Reviving this thread, my '90 Bronco II 2.9 V6 automatic has a similar, but slightly different issue.
The issue is that, a few weeks ago, the truck all of a sudden stalled when waiting to turn: in drive, idling, foot on brake. Strange I thought, as it has never done this before. Then it happened again, two weeks later. Then it almost happened: same situation - in drive, foot on brake (e.g. waiting for traffic light). Idle suddenly starts to oscillate, dipping low, catching itself until - stall. So I took off the Idle Air Control Valve, cleaned it some, put it back. Now today, on an errand, it happened three times in 5 minutes. If I quickly put the truck in neutral when coming to a stop, it would stay idling.

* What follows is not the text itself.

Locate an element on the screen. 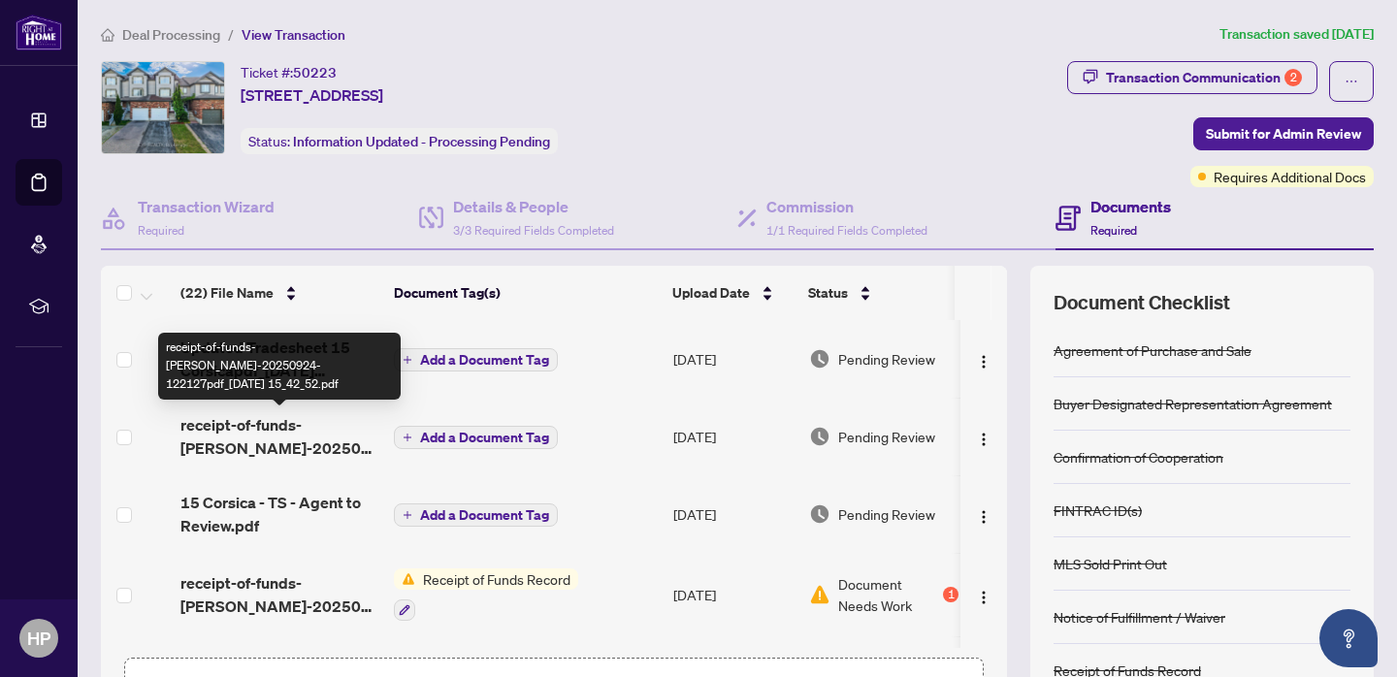  span: 3/3 Required Fields Completed is located at coordinates (534, 230).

The one thing I did notice, as the idle started to falter and 'hunt', is I felt the brake pedal sort of 'move in tandem' with the oscillation - so I am suspecting the brake booster, and happy to see that RonD mentioned that, earlier in this thread, as a possible cause. Because I know, from work on another car, that if the brake booster diaphragm starts to develop a tear, this allows air into the vacuum system (that it is of course connected to) and it will I guess mess up the vacuum signature / computer / idle rpm.
How can I check the brake booster? When cold, the truck starts faithfully at 1,500 rpm and *normally* when warm, has a very steady idle at around 650-700. So I think the IAC is doing its thing. Can it also be that little check valve in the brake booster vacuum hose?
PCV, MAF, TPS, ignition module - all are new in the past 1.5 years and have performed great so far. Truck runs very strong. I scanned for codes after the second time this happened, and there were none. There are no vacuum leaks, I am 99% sure.